Venetian Merchants. In addition to these Catholic missionaries, some merchants of Western Europe also traveled to China. Among them were the famous Venetian merchants Niccolo, Maffeo, and Marco Polo. Marco Polo’s father and uncle—Niccolo and Maffeo— left Venice in 1254. After arriving in Constantinople, Niccolo and Maffeo Polo took advantage of the Mongols’ relaxed attitude toward trade to travel along the Silk Road to Khanbalik. They continued their journey in 1260 through the Mongol Khanate of southern Russia. From there they made their way to China through Bukhara and Chinese Turkestan. In China, Kublai Khan offered them a pleasant welcome. Before they returned home, the Grand Khan asked them to take a message to the Roman Catholic Church, asking that the Pope send to China one hundred Latin scholars. Leaving China in 1266, the Polos crossed Central Asia again and arrived in Italy in 1269 through Syria. The Roman Catholic Church, however, refused the Khan’s request.

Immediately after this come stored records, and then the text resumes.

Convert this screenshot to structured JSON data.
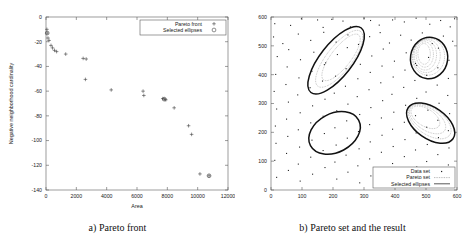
{
  "figure": {
    "panel_a_caption": "a) Pareto front",
    "panel_b_caption": "b) Pareto set and the result"
  },
  "chart_data": [
    {
      "type": "scatter",
      "title": "a) Pareto front",
      "xlabel": "Area",
      "ylabel": "Negative neighborhood cardinality",
      "xlim": [
        0,
        12000
      ],
      "ylim": [
        -140,
        0
      ],
      "xticks": [
        0,
        2000,
        4000,
        6000,
        8000,
        10000,
        12000
      ],
      "xtick_labels": [
        "0",
        "2000",
        "4000",
        "6000",
        "8000",
        "10000",
        "12000"
      ],
      "yticks": [
        -140,
        -120,
        -100,
        -80,
        -60,
        -40,
        -20,
        0
      ],
      "ytick_labels": [
        "-140",
        "-120",
        "-100",
        "-80",
        "-60",
        "-40",
        "-20",
        "0"
      ],
      "grid": false,
      "legend_position": "top-right",
      "legend": [
        {
          "label": "Pareto front",
          "marker": "plus"
        },
        {
          "label": "Selected ellipses",
          "marker": "circle"
        }
      ],
      "series": [
        {
          "name": "Pareto front",
          "marker": "plus",
          "points": [
            [
              60,
              -10
            ],
            [
              80,
              -13
            ],
            [
              130,
              -17
            ],
            [
              200,
              -19
            ],
            [
              330,
              -23
            ],
            [
              430,
              -25
            ],
            [
              560,
              -27
            ],
            [
              700,
              -28
            ],
            [
              1300,
              -30
            ],
            [
              2450,
              -33.5
            ],
            [
              2650,
              -34
            ],
            [
              2600,
              -50.5
            ],
            [
              4300,
              -59
            ],
            [
              6400,
              -60
            ],
            [
              6450,
              -63.5
            ],
            [
              7700,
              -66
            ],
            [
              7800,
              -66.5
            ],
            [
              7900,
              -67
            ],
            [
              8450,
              -73.5
            ],
            [
              9400,
              -88
            ],
            [
              9600,
              -95
            ],
            [
              10150,
              -127
            ],
            [
              10750,
              -128.5
            ]
          ]
        },
        {
          "name": "Selected ellipses",
          "marker": "circle",
          "points": [
            [
              80,
              -13
            ],
            [
              7800,
              -66.5
            ],
            [
              10750,
              -128.5
            ]
          ]
        }
      ]
    },
    {
      "type": "scatter",
      "title": "b) Pareto set and the result",
      "xlabel": "",
      "ylabel": "",
      "xlim": [
        0,
        600
      ],
      "ylim": [
        0,
        600
      ],
      "xticks": [
        0,
        100,
        200,
        300,
        400,
        500,
        600
      ],
      "xtick_labels": [
        "0",
        "100",
        "200",
        "300",
        "400",
        "500",
        "600"
      ],
      "yticks": [
        0,
        100,
        200,
        300,
        400,
        500,
        600
      ],
      "ytick_labels": [
        "0",
        "100",
        "200",
        "300",
        "400",
        "500",
        "600"
      ],
      "grid": false,
      "legend_position": "bottom-right",
      "legend": [
        {
          "label": "Data set",
          "marker": "dot"
        },
        {
          "label": "Pareto set",
          "marker": "dotted-line"
        },
        {
          "label": "Selected ellipses",
          "marker": "solid-line"
        }
      ],
      "series": [
        {
          "name": "Data set",
          "marker": "dot",
          "points": [
            [
              12,
              577
            ],
            [
              63,
              571
            ],
            [
              98,
              594
            ],
            [
              150,
              590
            ],
            [
              168,
              564
            ],
            [
              196,
              592
            ],
            [
              232,
              586
            ],
            [
              256,
              566
            ],
            [
              300,
              596
            ],
            [
              321,
              588
            ],
            [
              349,
              572
            ],
            [
              392,
              590
            ],
            [
              430,
              583
            ],
            [
              468,
              596
            ],
            [
              512,
              575
            ],
            [
              547,
              588
            ],
            [
              578,
              566
            ],
            [
              592,
              594
            ],
            [
              8,
              531
            ],
            [
              38,
              508
            ],
            [
              88,
              541
            ],
            [
              128,
              519
            ],
            [
              170,
              547
            ],
            [
              210,
              513
            ],
            [
              248,
              538
            ],
            [
              282,
              505
            ],
            [
              318,
              532
            ],
            [
              352,
              546
            ],
            [
              382,
              510
            ],
            [
              418,
              537
            ],
            [
              452,
              520
            ],
            [
              488,
              545
            ],
            [
              520,
              508
            ],
            [
              556,
              534
            ],
            [
              586,
              516
            ],
            [
              20,
              463
            ],
            [
              57,
              487
            ],
            [
              95,
              452
            ],
            [
              138,
              478
            ],
            [
              176,
              441
            ],
            [
              214,
              470
            ],
            [
              246,
              494
            ],
            [
              288,
              436
            ],
            [
              325,
              465
            ],
            [
              362,
              489
            ],
            [
              398,
              447
            ],
            [
              436,
              476
            ],
            [
              470,
              432
            ],
            [
              508,
              460
            ],
            [
              540,
              492
            ],
            [
              574,
              450
            ],
            [
              15,
              401
            ],
            [
              52,
              427
            ],
            [
              90,
              389
            ],
            [
              132,
              412
            ],
            [
              172,
              435
            ],
            [
              208,
              395
            ],
            [
              242,
              421
            ],
            [
              280,
              386
            ],
            [
              320,
              408
            ],
            [
              358,
              430
            ],
            [
              394,
              392
            ],
            [
              432,
              416
            ],
            [
              466,
              439
            ],
            [
              502,
              398
            ],
            [
              538,
              424
            ],
            [
              572,
              387
            ],
            [
              10,
              342
            ],
            [
              48,
              366
            ],
            [
              86,
              330
            ],
            [
              126,
              355
            ],
            [
              166,
              378
            ],
            [
              204,
              336
            ],
            [
              240,
              360
            ],
            [
              278,
              324
            ],
            [
              316,
              348
            ],
            [
              354,
              372
            ],
            [
              390,
              332
            ],
            [
              428,
              356
            ],
            [
              464,
              380
            ],
            [
              500,
              340
            ],
            [
              536,
              364
            ],
            [
              570,
              328
            ],
            [
              18,
              281
            ],
            [
              56,
              305
            ],
            [
              94,
              268
            ],
            [
              134,
              292
            ],
            [
              174,
              315
            ],
            [
              212,
              275
            ],
            [
              248,
              298
            ],
            [
              286,
              262
            ],
            [
              322,
              286
            ],
            [
              360,
              310
            ],
            [
              396,
              270
            ],
            [
              434,
              294
            ],
            [
              470,
              318
            ],
            [
              506,
              277
            ],
            [
              542,
              301
            ],
            [
              576,
              265
            ],
            [
              14,
              222
            ],
            [
              50,
              246
            ],
            [
              88,
              209
            ],
            [
              128,
              233
            ],
            [
              168,
              256
            ],
            [
              206,
              216
            ],
            [
              244,
              240
            ],
            [
              282,
              203
            ],
            [
              318,
              227
            ],
            [
              356,
              250
            ],
            [
              392,
              211
            ],
            [
              430,
              235
            ],
            [
              466,
              258
            ],
            [
              502,
              218
            ],
            [
              538,
              242
            ],
            [
              572,
              206
            ],
            [
              16,
              162
            ],
            [
              54,
              186
            ],
            [
              92,
              149
            ],
            [
              132,
              173
            ],
            [
              172,
              196
            ],
            [
              210,
              156
            ],
            [
              246,
              180
            ],
            [
              284,
              143
            ],
            [
              320,
              167
            ],
            [
              358,
              190
            ],
            [
              394,
              151
            ],
            [
              432,
              175
            ],
            [
              468,
              198
            ],
            [
              504,
              158
            ],
            [
              540,
              182
            ],
            [
              574,
              146
            ],
            [
              12,
              103
            ],
            [
              50,
              127
            ],
            [
              88,
              90
            ],
            [
              128,
              114
            ],
            [
              168,
              137
            ],
            [
              206,
              97
            ],
            [
              242,
              121
            ],
            [
              280,
              84
            ],
            [
              318,
              108
            ],
            [
              356,
              131
            ],
            [
              392,
              92
            ],
            [
              430,
              116
            ],
            [
              466,
              139
            ],
            [
              502,
              99
            ],
            [
              538,
              123
            ],
            [
              572,
              87
            ],
            [
              18,
              44
            ],
            [
              56,
              68
            ],
            [
              94,
              31
            ],
            [
              134,
              55
            ],
            [
              174,
              78
            ],
            [
              212,
              38
            ],
            [
              248,
              62
            ],
            [
              286,
              25
            ],
            [
              322,
              49
            ],
            [
              360,
              72
            ],
            [
              396,
              33
            ],
            [
              434,
              57
            ],
            [
              470,
              80
            ],
            [
              506,
              40
            ],
            [
              542,
              64
            ],
            [
              576,
              28
            ]
          ]
        },
        {
          "name": "Selected ellipses",
          "marker": "solid-line",
          "ellipses": [
            {
              "cx": 210,
              "cy": 450,
              "rx": 132,
              "ry": 56,
              "angle": -52
            },
            {
              "cx": 205,
              "cy": 198,
              "rx": 88,
              "ry": 67,
              "angle": -28
            },
            {
              "cx": 510,
              "cy": 458,
              "rx": 60,
              "ry": 72,
              "angle": 8
            },
            {
              "cx": 515,
              "cy": 232,
              "rx": 88,
              "ry": 54,
              "angle": 35
            }
          ]
        },
        {
          "name": "Pareto set",
          "marker": "dotted-line",
          "ellipses": [
            {
              "cx": 508,
              "cy": 462,
              "rx": 52,
              "ry": 64,
              "angle": 6
            },
            {
              "cx": 502,
              "cy": 465,
              "rx": 44,
              "ry": 58,
              "angle": 4
            },
            {
              "cx": 498,
              "cy": 468,
              "rx": 36,
              "ry": 52,
              "angle": 2
            },
            {
              "cx": 496,
              "cy": 470,
              "rx": 28,
              "ry": 44,
              "angle": 0
            },
            {
              "cx": 494,
              "cy": 472,
              "rx": 20,
              "ry": 36,
              "angle": -2
            },
            {
              "cx": 512,
              "cy": 238,
              "rx": 78,
              "ry": 46,
              "angle": 34
            },
            {
              "cx": 505,
              "cy": 245,
              "rx": 66,
              "ry": 38,
              "angle": 33
            },
            {
              "cx": 498,
              "cy": 252,
              "rx": 52,
              "ry": 30,
              "angle": 32
            },
            {
              "cx": 220,
              "cy": 455,
              "rx": 112,
              "ry": 44,
              "angle": -52
            },
            {
              "cx": 226,
              "cy": 460,
              "rx": 92,
              "ry": 34,
              "angle": -52
            }
          ]
        }
      ]
    }
  ]
}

Trip to China. At the end of 1271 the Polos left for China again, together with Marco. The three this time passed through the Mongol Khanate of Persia and northern Afghanistan, followed the old Silk Road, crossed the Pamirs and southern Kashgaria, Yarkand, Khotan, and Lob Nor Basin, and finally arrived in Kanzhou, called by Marco Polo “Canpchu,” a city they identified as a Nestorian community. After staying in the city for one year, they continued their trip to China, visiting the former Tangut capital of Ningxia. In that city they once again discovered a Christian community among the Buddhist population. From there they went into the Ongut country (Suiyuan) and then North China, which Marco Polo, like the Turks of those days, called “Cathay,” a word derived from the name of the Qidan people, who dominated the region in the eleventh century. Eventually the travelers arrived at Chandu, the summer palace of Kublai Khan, 160 miles north of Beijing. The Polos there submitted a letter from Pope Gregory X to Kublai Khan. In 1275 Marco Polo went to Beijing, then called “Dadu.”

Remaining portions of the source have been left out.